Betty Woodman: Ceramics with Painting of the Modern Age at The Cooper Gallery, Barnsley
Sara Jaspan, Exhibitions EditorThe work of the world-renowned ceramicist Betty Woodman has an unforgettable quality to it. Her pioneering approach brought painting and ceramics together in an unprecedented way, while her embrace of form and colour conveys a sense of pure exuberance, energy and joy. She was the first living female artist to be the subject of a major retrospective at the Metropolitan Museum of Art, and her recent passing on 2 January 2018 at the age of 87 triggered a wave of sadness throughout the art world. As such, a new solo exhibition of her work, Betty Woodman: Ceramics with Painting of the Modern Age, at The Cooper Gallery in Barnsley comes at a very poignant moment.

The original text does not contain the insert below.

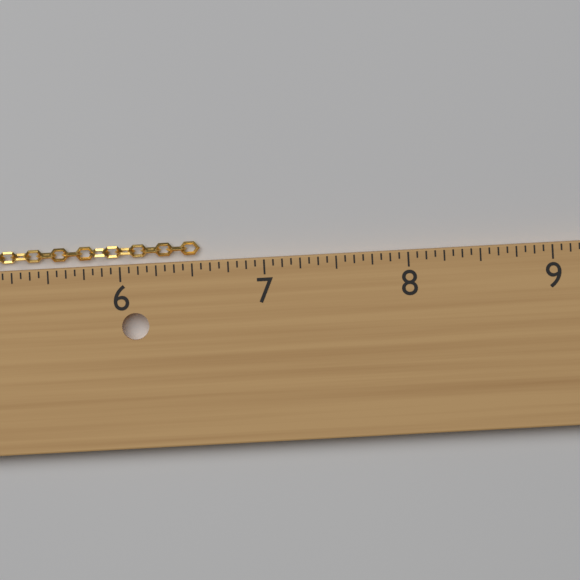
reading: 6.5625 in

The exhibition forms part of the Liverpool Biennial touring programme, which showcases artworks by leading international artists, all of which were commissioned and presented at Liverpool Biennial 2016. Woodman’s large-scale public artwork – Liverpool Fountain – was one of the highlights of the 2016 festival, with its elegant references to Ancient Greece and the Art Deco design of the iconic George’s Dock Ventilation Tower which stands behind it. While her solo exhibition, Theatre of the Domestic (2016), at the ICA in London received extremely positive reviews.

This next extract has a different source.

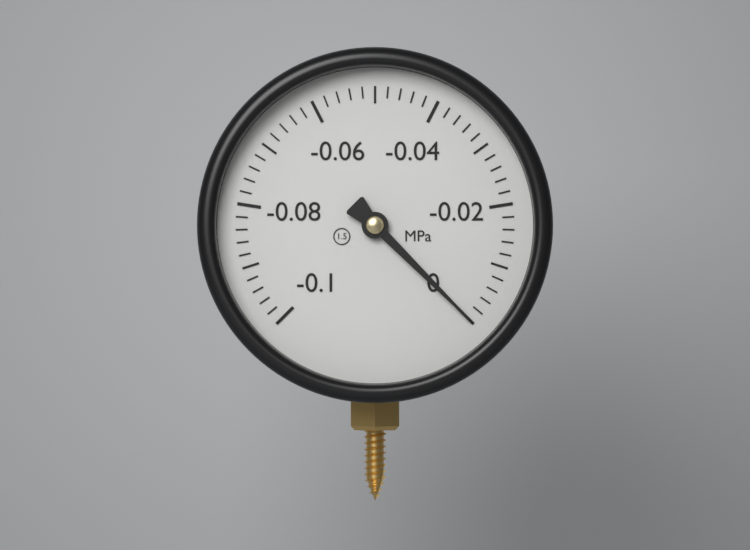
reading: 0.000 MPa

Woodman’s output masterfully draws upon a diverse range of cultural and historical sources, from Minoan and Egyptian art to the paintings of Bonnard, Picasso and Matisse; using a variety of materials. One of her chief subjects was the vase, which she explored as a vessel, human body, animal figure, metaphor and art-historical reference over the course of her long career.
Ceramics with Painting of the Modern Age will also feature a 30-minute video created by her son, the electronic artist Charles Woodman, as specially requested by the artist before she died.
Check out the Liverpool Biennial 2018 programme here.